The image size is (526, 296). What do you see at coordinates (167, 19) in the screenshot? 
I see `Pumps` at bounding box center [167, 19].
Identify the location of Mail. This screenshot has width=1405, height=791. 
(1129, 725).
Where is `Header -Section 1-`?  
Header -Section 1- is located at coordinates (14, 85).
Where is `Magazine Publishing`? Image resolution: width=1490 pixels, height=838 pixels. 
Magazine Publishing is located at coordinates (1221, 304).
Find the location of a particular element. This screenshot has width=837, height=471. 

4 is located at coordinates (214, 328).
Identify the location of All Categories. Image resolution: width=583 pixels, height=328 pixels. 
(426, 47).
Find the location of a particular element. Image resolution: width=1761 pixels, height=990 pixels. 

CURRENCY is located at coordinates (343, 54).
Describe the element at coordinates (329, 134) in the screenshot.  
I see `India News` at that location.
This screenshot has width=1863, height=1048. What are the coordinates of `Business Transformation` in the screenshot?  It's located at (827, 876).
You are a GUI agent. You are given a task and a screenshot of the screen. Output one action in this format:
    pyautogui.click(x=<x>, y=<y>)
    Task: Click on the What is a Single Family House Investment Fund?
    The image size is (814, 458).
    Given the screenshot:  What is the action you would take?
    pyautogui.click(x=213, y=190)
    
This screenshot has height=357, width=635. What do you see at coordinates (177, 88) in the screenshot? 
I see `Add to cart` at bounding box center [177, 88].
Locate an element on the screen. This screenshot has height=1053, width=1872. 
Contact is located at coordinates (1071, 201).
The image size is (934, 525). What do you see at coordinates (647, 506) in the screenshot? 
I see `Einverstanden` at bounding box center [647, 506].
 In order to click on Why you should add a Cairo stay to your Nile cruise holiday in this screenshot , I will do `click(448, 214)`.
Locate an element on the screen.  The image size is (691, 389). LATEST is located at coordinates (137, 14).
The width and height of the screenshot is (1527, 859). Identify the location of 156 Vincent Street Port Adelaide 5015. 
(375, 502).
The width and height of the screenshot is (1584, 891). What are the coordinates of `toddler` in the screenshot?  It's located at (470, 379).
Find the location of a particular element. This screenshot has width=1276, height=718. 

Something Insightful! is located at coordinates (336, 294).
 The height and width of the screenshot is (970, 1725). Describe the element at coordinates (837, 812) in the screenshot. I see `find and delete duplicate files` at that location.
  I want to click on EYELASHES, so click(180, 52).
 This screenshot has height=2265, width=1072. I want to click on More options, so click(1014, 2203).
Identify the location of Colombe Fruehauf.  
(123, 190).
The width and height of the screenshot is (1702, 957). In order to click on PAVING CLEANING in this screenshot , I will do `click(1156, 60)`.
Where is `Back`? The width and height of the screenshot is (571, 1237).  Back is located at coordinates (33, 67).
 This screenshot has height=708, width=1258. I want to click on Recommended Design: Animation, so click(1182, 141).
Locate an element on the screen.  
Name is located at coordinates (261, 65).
· · · ·
__Goal of the exercise__:
Filter the lines above so that only those with the string "will" remain, then copy them.

__Your response__:
 In order to click on Why you should add a Cairo stay to your Nile cruise holiday in this screenshot , I will do `click(448, 214)`.
The width and height of the screenshot is (1702, 957). In order to click on PAVING CLEANING in this screenshot , I will do `click(1156, 60)`.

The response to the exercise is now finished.